The pictures illustrated a sequence of events based either on materials from lessons in the social
science program or common occurrences in everyday life. Problems based on everyday events
required children to complete sentences such as: Kolya went to the movie theater because ...,
The train left the tracks because... or Olya still reads poorly, although... Based on this
model, several problems were also constructed using materials from the educational programs
of second and fourth grade children.
As a supplementary mode of gathering data, we observed lessons of primary school children
that were specially organized for this purpose.
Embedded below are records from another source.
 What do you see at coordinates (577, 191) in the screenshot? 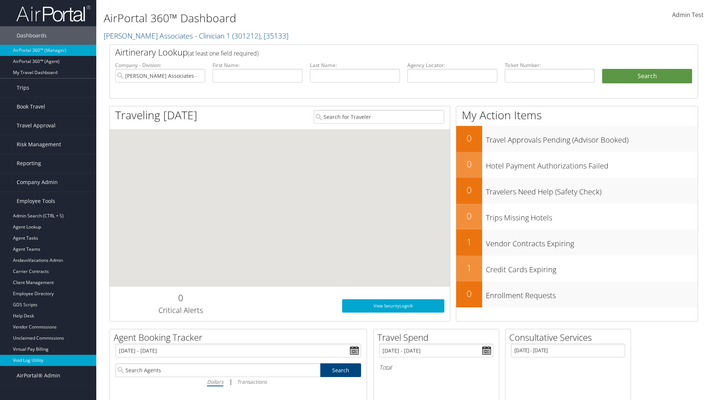
I see `a: 0Travelers Need Help (Safety Check)` at bounding box center [577, 191].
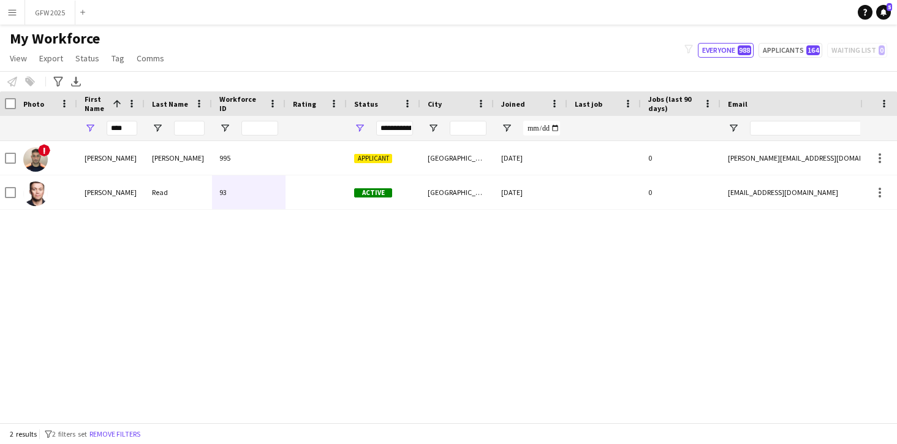  Describe the element at coordinates (115, 434) in the screenshot. I see `button: Remove filters` at that location.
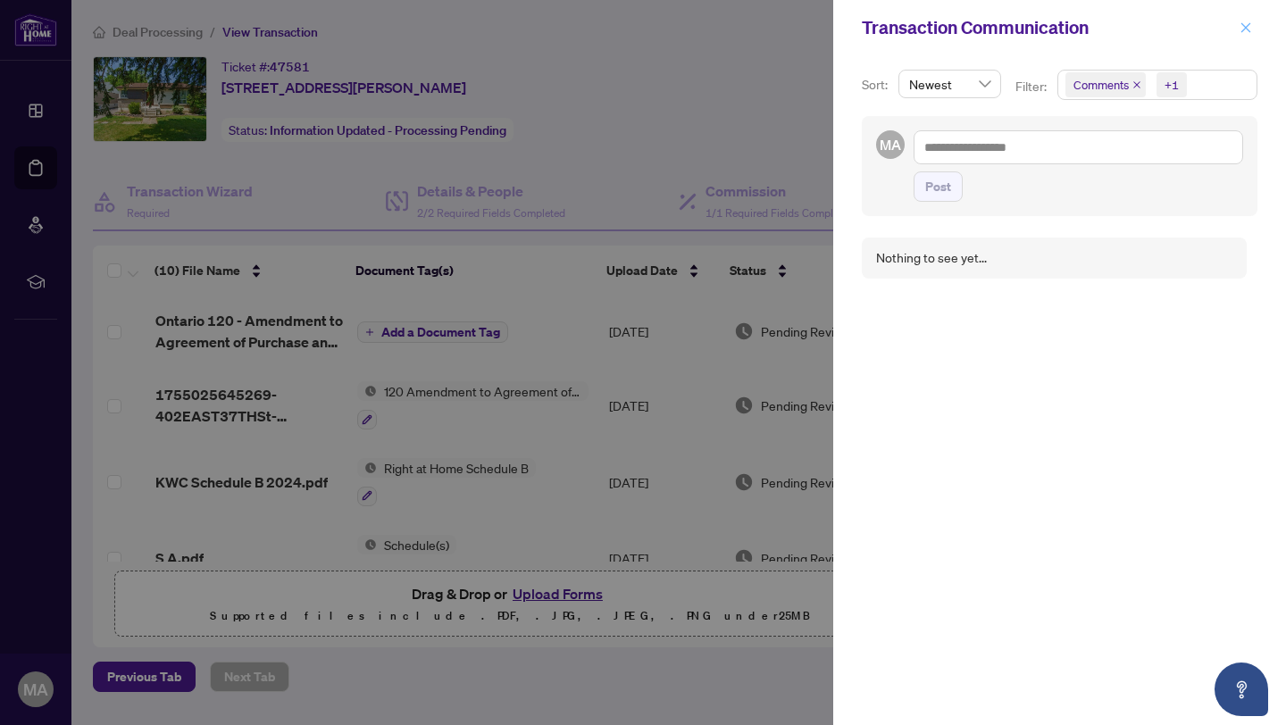 The width and height of the screenshot is (1286, 725). What do you see at coordinates (876, 85) in the screenshot?
I see `p: Sort:` at bounding box center [876, 85].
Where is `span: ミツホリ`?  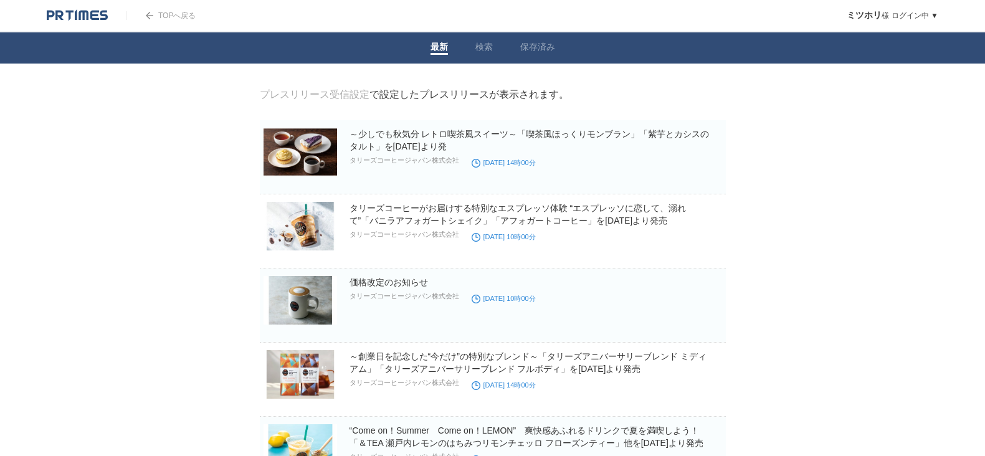 span: ミツホリ is located at coordinates (864, 15).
The findings from this study lead to several conclusions concerning both the narrow issue of the
development of scientific concepts and the broader issue of the development of thinking inschool-age children. A comparative analysis of the results for each age group demonstrates that
with the appropriate educational program the development of scientific concepts outstrips the
development of spontaneous concepts.*The table provides empirical support for this conclusion.
The table shows: (1) that there is a higher level of conscious awareness [osoznanie] of scientific
than everyday concepts, and (2) that there is a progressive development of scientific thinking
which is followed by a rapid increase in levels of performance with everyday concepts. This
indicates that the accumulation of knowledge leads directly to an increase in the level of
scientific thinking and that this, in turn, influences the development of spontaneous thinking.
This demonstrates the leading role of instruction in the development of the school child.
*When the author uses phrases such as spontaneous thinking or spontaneous concepts, he is referringto phenomena that develop through the childs practical activity and immediate social interaction, not tothose that develop with his acquisition of a system of knowledge through instruction. Editors note.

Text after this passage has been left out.